Video

Look Who’s Talking

Why people give their cats and dogs “human” voices.  

It can be startling when you first hear it: otherwise reasonable friends spouting their dogs’ inner monologues, usually in exuberant broken English and with no shame.

Most people who have friends with pets have heard these voices, often featuring alarmingly well-developed personalities, and most people with pets will admit to having created one of their own. Researchers suggest the amateur ventriloquists who assign distinctive voices to their cats and dogs are simply relating to them the best way people know how—by acting as if they’re human.

“The first thing people do is treat their pets like people, so a precondition is that they perceive minds in their pets,” said Kurt Gray, an assistant professor of psychology and neuroscience at the University of North Carolina, Chapel Hill. “Once you see your pet as having a mind, and being pretty smart, and having a personality, the next question is, naturally, ‘What is the personality of my cat?’”

In the video above, Slate traveled to local pet parks and found plenty of owners ready to telegraph their companions’ thoughts on camera. Our curiosity was sparked partly after a British-born colleague revealed she had a cat who spoke with an American accent. (There may be a cameo in the video.)   

Gray said the impulse to unlock the minds of our closest animals is human. As he put it: “You’d be kind of a jerk if you didn’t try to figure out what kind of person someone is if you just met them at a dinner party.”  

This is a good point—pet owners do have dinner parties with their cats and dogs every night. Gray and his wife attend one with their two cats, Cleo and Chaz. Cleo is a prim and delicate lady; Chaz is larger, male, a “bruiser.” (“Cleo can open doors,” Gray reported. “Chaz doesn’t even know which direction doors open in most of the time.”)

Still, there are questions. Why do so many pet voices sound so childlike? Gray: “That comes from treating animals like kids. There’s been a funny switch in understanding our relationship to dogs, from ‘master’ to ‘parent.’ It used to be, ‘I’m the master of the dog.’ Now, ‘Oh, I’m the dog’s dad.’ ”

Do these personalities have more to do with the owner, or the pet? Gray again: “The more time people spend with their pets, and the lonelier they are, the more personality they make for their pets.” Ouch. “I think you can be socially connected to your pet and not be lonely,” he said. “But certainly research has found that the lonelier you are, the more likely you are to anthropomorphize things.”

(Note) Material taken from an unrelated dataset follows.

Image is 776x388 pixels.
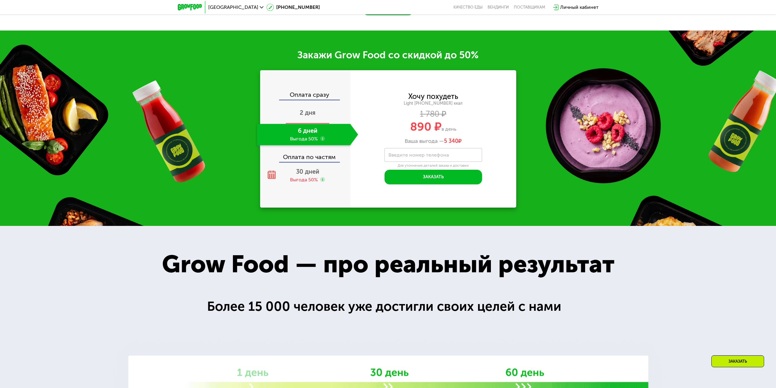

That seems relatively harmless for most people. If there is a more disturbing element about how we connect with our pets, Gray said it’s more in comparison to how we treat other people—and whose minds we choose to develop. “If you think about Hurricane Katrina, there were thousands and thousands of people displaced. They lost their homes; they lost their lives. And yet television producers often focused on the dog that was stuck on the roof. It seems crazy that with all this human suffering, we care about whether this dog is going to be able to swim to safety.” He explores this kind of disconnect in The Mind Club, a book he coauthored that’s due out next year. He studied why, for example, “people are more likely to buy their pets little jackets than to give money to Syrian refugees.”

Gray knows this sounds harsh, and he happily discussed how he is also guilty. “Pets are not just pets, they’re our pets. And it’s our responsibility to take care of them,” he said. “So maybe that affords some of the connection we have to them.” What does Cleo and Chaz’s screwball dynamic offer Gray and his wife? “A lot of it,” he said, “is a way for us to cope with them doing shithead things.”